THE GIRL ON THE TRAIN (2016)
Directed by Tate
Taylor
Universal, 112
minutes, R (violence, brief nudity, sexual content)
* *
The Girl on the Train is
a pedestrian adaptation of a very good book. In fact, were it not for strong
performances from the cast, this film would have been an early Thanksgiving
turkey.
Paula Hawkins’ novel was a best-seller because of its often
deft handling of the mind of an alcoholic and abused woman. It’s hard, though
not impossible, to make convincing films about tortured souls. Alas, director
Tate Taylor isn’t up to the task. He has taken a book that relied on psychology
and turned it into a cheap stalker film. The
Girl on the Train centers on Rachel (Emily Blunt), a pathetic divorcee who
drowned her inability to conceive and her failing marriage in bottles of cheap
gin even before her husband Tom (Justin Theroux) dumped her. She’s a
world-class drunk—the sort who experiences blackouts, acute memory loss, and
vivid fantasies that she can’t distinguish from reality. Were it not for the
kindness of an over-indulgent friend, Cathy (Laura Prepon), she’d probably be
homeless as well. Unbeknown to Cathy, Rachel has also been jobless for over a
year; she uses her alimony to pay rent and disappears from New York City each
morning to commute to “work.” In truth, she just rides a Metro North train and
sips gin through a water bottle, her route taking her through Ardsley-on-Hudson
where she and Tom used to live, and where his Yuppie lifestyle continues with a
new wife, Anna (Rebecca Ferguson) and their newborn daughter, Evie. Rachel spies
on them from afar and sometimes from close up; she once showed up at the house
and took Evie for an unauthorized walk into the yard. In her drunken stupors,
Rachel also repeatedly observes another couple and imagines them as her
romantic ideal—until one day she sees the woman we’ll later know as Megan
(Haley Bennett) snogging with another man (Edgar Ramirez) instead of her
husband, Scott (Luke Evans).
Rachel has become as dependent upon fantasy as on booze and
takes the perceived betrayal personally. When Megan’s body is discovered in the
woods, Rachel insinuates herself with Scott and interjects herself into the murder
investigation—an unwise move as she’s also a prime suspect as a stalker,
alcoholic, and liar who pretended to have known Megan. In fact, NYPD Detective
Sgt. Riley (Allison Janney) is pretty sure that Rachel is the killer and maybe
she is—Rachel’s memory has more holes than a fishnet factory. To comment
further would require a spoiler alert, so I’ll just say that the last half of
the film involves solving the murder mystery.
There are so many themes that could have been plucked from
Hawkins’ novel, including planted memory, abuse syndrome, the alcoholic mind,
therapist/client boundaries, and living vicariously. Alas, what this film best
demonstrates is that Tate Taylor is an unimaginative and heavy-handed director.
He is best known from messing up another wonderful book, The Help, which he bathed in saccharine sweetness that removed all of
the bitterness that made the novel poignant. This time he has done the
opposite—he gives us paste-up characters that have no personality. They are
“types,” not convincing individuals, and about the only thing we can say is
that most of them are thoroughly unlikable.
The changes made to Ms. Hawkins’ novel are cosmetic. The
book was set in London, not New York, and the decision to Americanize the
action makes zero sense. First of all, Blunt is English, Evans is Welsh,
Ferguson is a Scot/Swede, and Ramirez is a Venezuelan playing an Arab. I
suppose one could make the case that New York is so cosmopolitan that it doesn’t
matter, but here’s what does: Taylor is apparently so ignorant of police procedure
that he doesn’t know that a detective in New York City wouldn’t be involved in
a suburban murder case 28 miles north of the city. (An urban detective works
for London because Scotland Yard’s jurisdiction reaches to the ‘burbs, but
that’s not the case in the United States.) This is emblematic of the
corner-cutting Taylor takes elsewhere. The central actors are very good, but
this train derailed before it left Grand Central.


» **ABOUT THIS TASK**
Output the data once more, exactly as given.

Stored entries:
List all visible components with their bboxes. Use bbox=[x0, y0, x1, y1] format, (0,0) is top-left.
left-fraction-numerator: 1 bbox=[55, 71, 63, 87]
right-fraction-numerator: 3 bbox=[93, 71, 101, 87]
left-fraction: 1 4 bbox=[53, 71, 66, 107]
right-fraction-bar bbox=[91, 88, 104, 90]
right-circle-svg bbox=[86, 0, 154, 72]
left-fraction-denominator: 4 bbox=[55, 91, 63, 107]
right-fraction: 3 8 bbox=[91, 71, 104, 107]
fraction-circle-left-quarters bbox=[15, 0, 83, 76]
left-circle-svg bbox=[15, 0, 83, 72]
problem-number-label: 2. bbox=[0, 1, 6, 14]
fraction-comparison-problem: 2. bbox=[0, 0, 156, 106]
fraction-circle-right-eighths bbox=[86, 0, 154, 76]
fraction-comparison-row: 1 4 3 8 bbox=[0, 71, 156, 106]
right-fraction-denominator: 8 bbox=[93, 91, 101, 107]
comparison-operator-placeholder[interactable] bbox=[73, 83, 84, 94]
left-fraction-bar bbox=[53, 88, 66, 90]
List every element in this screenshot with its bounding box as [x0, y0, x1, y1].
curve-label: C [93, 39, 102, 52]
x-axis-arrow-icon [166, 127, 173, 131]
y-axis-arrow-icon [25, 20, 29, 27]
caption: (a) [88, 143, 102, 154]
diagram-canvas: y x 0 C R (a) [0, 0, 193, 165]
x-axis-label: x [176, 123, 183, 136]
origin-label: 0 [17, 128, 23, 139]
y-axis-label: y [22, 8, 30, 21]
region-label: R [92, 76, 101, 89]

» **EXERCISE SOLUTION**
List all visible components with their bboxes. Use bbox=[x0, y0, x1, y1] format, (0,0) is top-left.
left-fraction-numerator: 1 bbox=[55, 71, 63, 87]
right-fraction-numerator: 3 bbox=[93, 71, 101, 87]
left-fraction: 1 4 bbox=[53, 71, 66, 107]
right-fraction-bar bbox=[91, 88, 104, 90]
right-circle-svg bbox=[86, 0, 154, 72]
left-fraction-denominator: 4 bbox=[55, 91, 63, 107]
right-fraction: 3 8 bbox=[91, 71, 104, 107]
fraction-circle-left-quarters bbox=[15, 0, 83, 76]
left-circle-svg bbox=[15, 0, 83, 72]
problem-number-label: 2. bbox=[0, 1, 6, 14]
fraction-comparison-problem: 2. bbox=[0, 0, 156, 106]
fraction-circle-right-eighths bbox=[86, 0, 154, 76]
fraction-comparison-row: 1 4 3 8 bbox=[0, 71, 156, 106]
right-fraction-denominator: 8 bbox=[93, 91, 101, 107]
comparison-operator-placeholder[interactable] bbox=[73, 83, 84, 94]
left-fraction-bar bbox=[53, 88, 66, 90]
List every element in this screenshot with its bounding box as [x0, y0, x1, y1].
curve-label: C [93, 39, 102, 52]
x-axis-arrow-icon [166, 127, 173, 131]
y-axis-arrow-icon [25, 20, 29, 27]
caption: (a) [88, 143, 102, 154]
diagram-canvas: y x 0 C R (a) [0, 0, 193, 165]
x-axis-label: x [176, 123, 183, 136]
origin-label: 0 [17, 128, 23, 139]
y-axis-label: y [22, 8, 30, 21]
region-label: R [92, 76, 101, 89]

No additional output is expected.